09/24/2025 | News release | Distributed by Public on 09/24/2025 07:16
After years in the making, two UNH space weather instruments have blasted off toward the sun to study its influence on our solar system and monitor space weather, which can impact satellite communications and power grids on Earth.
More than 50 UNH engineers, scientists, and students contributed to the design, build and testing of the instruments carried aboard a SpaceX Falcon 9 rocket that launched from NASA's Kennedy Space Center in Florida on September 24th, 2025. This is the first time that two UNH space instruments associated with two different missions have launched on one rocket. The data captured by these instruments will ultimately help to safeguard our technology as well as our human and robotic space explorers from harsh space weather conditions.
The UNH space instruments are part of NASA's Interstellar Mapping and Acceleration Probe (IMAP) mission and NOAA's Space Weather Follow On - Lagrange 1 (SWFO-L1) mission. They will fulfill distinct but complementary purposes upon their January 2026 arrival at the Lagrange point 1, which is about halfway between the Earth and the sun and allows for an unobstructed view of the sun's corona - the outermost layer of the sun's atmosphere - for a better view of the charged particles called the solar wind emanating from the corona that cause damaging space weather events.
"Our Space Science Center has a long history of partnering with NASA and NOAA to tackle some of the really big questions and challenges facing our society, and it's thoroughly exciting that our engineers, scientists and students continue to be so deeply involved in missions of this caliber," said Ruth Varner, interim director for the UNH Institute for the Study of Earth, Oceans, and Space.
The IMAP mission will chart the boundary of the heliosphere, a magnetic bubble that shields the Earth from most of the solar wind and helps make our planet habitable.

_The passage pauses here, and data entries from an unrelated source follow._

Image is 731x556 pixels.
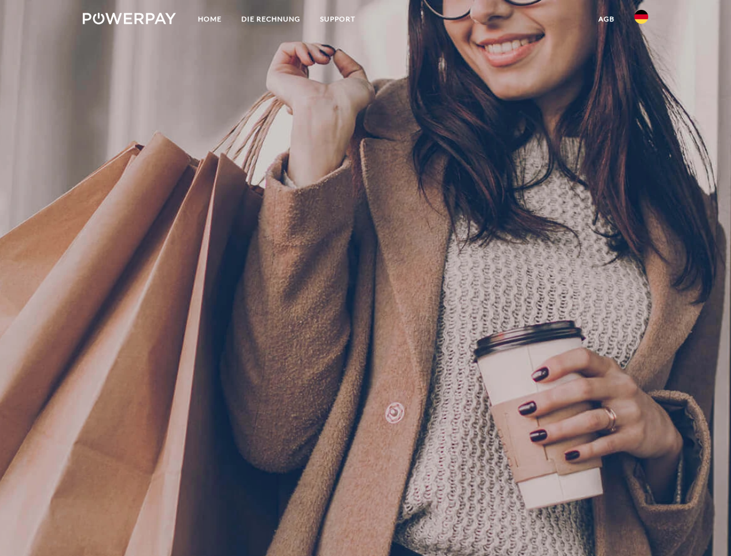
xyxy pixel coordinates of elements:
[232,9,310,30] a: DIE RECHNUNG
[83,13,176,24] img: logo-powerpay-white.svg
[589,9,625,30] a: agb
[188,9,232,30] a: Home
[634,10,648,24] img: de
[310,9,365,30] a: SUPPORT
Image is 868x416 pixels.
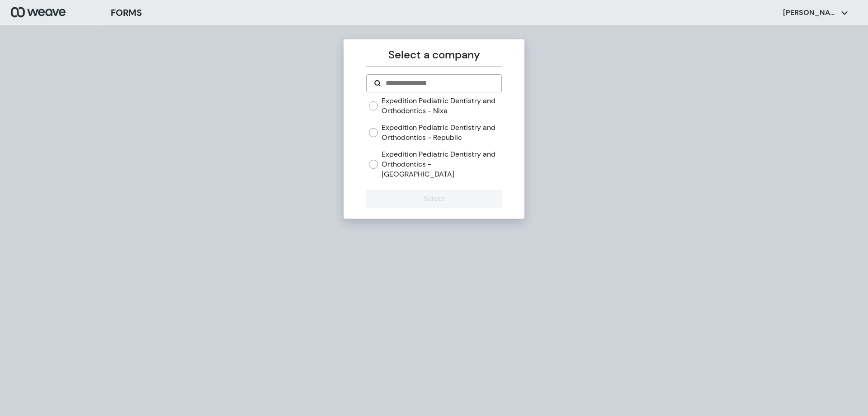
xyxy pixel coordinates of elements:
[385,78,493,89] input: Search
[366,46,501,63] p: Select a company
[381,96,501,115] label: Expedition Pediatric Dentistry and Orthodontics - Nixa
[366,190,501,208] button: Select
[111,6,142,19] h3: FORMS
[381,123,501,142] label: Expedition Pediatric Dentistry and Orthodontics - Republic
[783,8,837,18] p: [PERSON_NAME]
[381,149,501,179] label: Expedition Pediatric Dentistry and Orthodontics - [GEOGRAPHIC_DATA]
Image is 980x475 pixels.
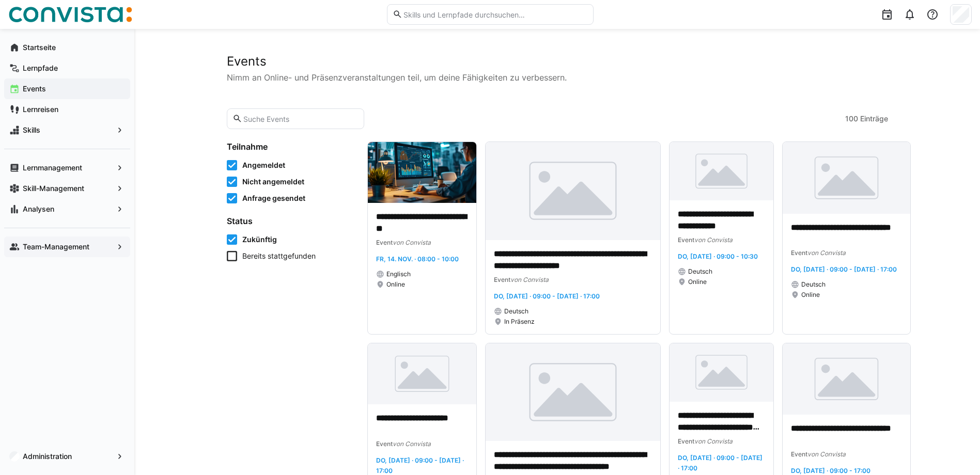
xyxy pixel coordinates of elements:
[689,278,707,286] span: Online
[368,343,477,404] img: image
[242,251,316,262] span: Bereits stattgefunden
[377,255,459,263] span: Fr, 14. Nov. · 08:00 - 10:00
[377,440,393,448] span: Event
[486,142,661,240] img: image
[227,72,889,83] p: Nimm an Online- und Präsenzveranstaltungen teil, um deine Fähigkeiten zu verbessern.
[486,343,661,442] img: image
[494,292,600,300] span: Do, [DATE] · 09:00 - [DATE] · 17:00
[393,238,431,246] span: von Convista
[377,456,464,475] span: Do, [DATE] · 09:00 - [DATE] · 17:00
[791,467,871,475] span: Do, [DATE] · 09:00 - 17:00
[689,268,713,276] span: Deutsch
[783,142,910,214] img: image
[504,317,534,326] span: In Präsenz
[846,114,858,124] span: 100
[678,437,695,445] span: Event
[227,54,889,69] h2: Events
[695,437,733,445] span: von Convista
[670,343,774,402] img: image
[791,451,808,458] span: Event
[242,194,306,203] span: Anfrage gesendet
[802,281,826,289] span: Deutsch
[242,235,277,245] span: Zukünftig
[403,10,587,19] input: Skills und Lernpfade durchsuchen…
[670,142,774,201] img: image
[783,343,910,415] img: image
[510,276,549,283] span: von Convista
[504,307,529,315] span: Deutsch
[861,114,889,124] span: Einträge
[242,160,285,170] span: Angemeldet
[393,440,431,448] span: von Convista
[242,177,304,187] span: Nicht angemeldet
[678,236,695,244] span: Event
[695,236,733,244] span: von Convista
[494,276,510,283] span: Event
[386,270,411,279] span: Englisch
[791,265,897,273] span: Do, [DATE] · 09:00 - [DATE] · 17:00
[791,249,808,256] span: Event
[808,249,846,256] span: von Convista
[678,454,763,472] span: Do, [DATE] · 09:00 - [DATE] · 17:00
[808,451,846,458] span: von Convista
[386,281,405,289] span: Online
[368,142,477,203] img: image
[802,290,820,299] span: Online
[678,253,758,260] span: Do, [DATE] · 09:00 - 10:30
[227,142,355,151] h4: Teilnahme
[227,216,355,226] h4: Status
[242,114,359,124] input: Suche Events
[377,238,393,246] span: Event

In addition, the spacecraft will sample and measure solar wind particles streaming outward from the sun as well as energetic particles streaming inward from the boundary of our solar system and beyond.
UNH's IMAP-Lo instrument is part of the IMAP mission. Nathan Schwadron, UNH professor of physics and astronomy, was the lead for the IMAP-Lo instrument and one of two deputy principal investigators for the IMAP mission.

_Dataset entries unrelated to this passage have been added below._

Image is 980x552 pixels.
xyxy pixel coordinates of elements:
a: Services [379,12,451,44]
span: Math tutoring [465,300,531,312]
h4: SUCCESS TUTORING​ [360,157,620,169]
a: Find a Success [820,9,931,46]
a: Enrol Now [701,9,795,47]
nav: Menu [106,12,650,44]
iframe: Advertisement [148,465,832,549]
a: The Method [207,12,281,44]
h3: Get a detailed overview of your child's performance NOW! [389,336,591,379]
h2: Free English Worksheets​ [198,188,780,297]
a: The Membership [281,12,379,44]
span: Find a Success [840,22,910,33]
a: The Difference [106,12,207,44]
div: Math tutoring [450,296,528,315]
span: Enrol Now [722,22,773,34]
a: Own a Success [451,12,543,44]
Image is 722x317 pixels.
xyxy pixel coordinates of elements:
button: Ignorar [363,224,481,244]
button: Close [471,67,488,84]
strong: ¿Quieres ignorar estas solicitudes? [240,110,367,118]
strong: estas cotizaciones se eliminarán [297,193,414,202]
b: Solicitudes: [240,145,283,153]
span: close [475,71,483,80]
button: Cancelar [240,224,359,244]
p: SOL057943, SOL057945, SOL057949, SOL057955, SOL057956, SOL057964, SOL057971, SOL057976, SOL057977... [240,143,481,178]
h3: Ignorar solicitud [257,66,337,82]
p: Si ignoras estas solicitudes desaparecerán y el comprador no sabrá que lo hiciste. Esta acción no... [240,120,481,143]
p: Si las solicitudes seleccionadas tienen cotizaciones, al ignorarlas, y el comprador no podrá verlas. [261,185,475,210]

Another mission aboard the same rocket, NOAA's SWFO-L1, is a first-of-its-kind, full-time operational space weather observatory. By keeping a watchful eye on the sun's activity and space conditions near Earth without interruption, SWFO-L1 will provide quicker and more accurate space weather forecasts than ever before and will give operators more advanced warnings so they can take early action to protect vital infrastructure, economic interests, and national security on Earth and in space, according to NOAA.

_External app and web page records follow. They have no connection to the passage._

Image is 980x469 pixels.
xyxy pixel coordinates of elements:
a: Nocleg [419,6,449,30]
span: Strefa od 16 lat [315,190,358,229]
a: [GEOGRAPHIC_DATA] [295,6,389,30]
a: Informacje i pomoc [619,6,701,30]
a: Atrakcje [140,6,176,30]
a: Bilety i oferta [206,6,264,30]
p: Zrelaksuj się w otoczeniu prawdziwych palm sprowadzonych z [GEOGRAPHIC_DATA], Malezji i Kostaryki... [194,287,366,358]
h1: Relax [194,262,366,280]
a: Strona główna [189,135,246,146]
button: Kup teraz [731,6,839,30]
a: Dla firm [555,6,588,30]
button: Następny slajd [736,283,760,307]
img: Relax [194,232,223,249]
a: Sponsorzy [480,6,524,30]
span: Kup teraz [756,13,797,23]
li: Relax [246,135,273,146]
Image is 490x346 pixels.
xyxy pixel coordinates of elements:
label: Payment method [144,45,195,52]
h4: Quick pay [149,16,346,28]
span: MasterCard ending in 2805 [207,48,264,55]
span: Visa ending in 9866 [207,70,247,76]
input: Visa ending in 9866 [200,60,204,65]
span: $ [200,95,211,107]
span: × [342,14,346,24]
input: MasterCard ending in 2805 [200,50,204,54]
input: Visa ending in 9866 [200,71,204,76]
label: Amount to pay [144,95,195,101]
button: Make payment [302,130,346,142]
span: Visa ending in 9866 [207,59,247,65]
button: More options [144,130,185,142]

UNH professor emeritus Roy Torbert, who served as the PI from the Southwest Research Institute for the SWFO-L1 mission, led a team that developed a magnetometer that will measure how the Earth's magnetic field is impacted by the solar wind.
UNH has a long legacy of building magnetometers, both for in-space and underground deployments. The magnetometer for SWFO-L1 builds on the legacy of the UNH-led Magnetospheric Multiscale (MMS) mission, which launched in 2015.
The SWFO-L1 spacecraft will be renamed SOLAR-1 after launch to serve as the first mission in the Space weather Observations at L1 to Advance Readiness (SOLAR) program. The SwRI/UNH team was also awarded the contract to build and deliver nearly identical magnetometer instruments for the second and third SOLAR missions, which are scheduled to launch in 2029 and 2032.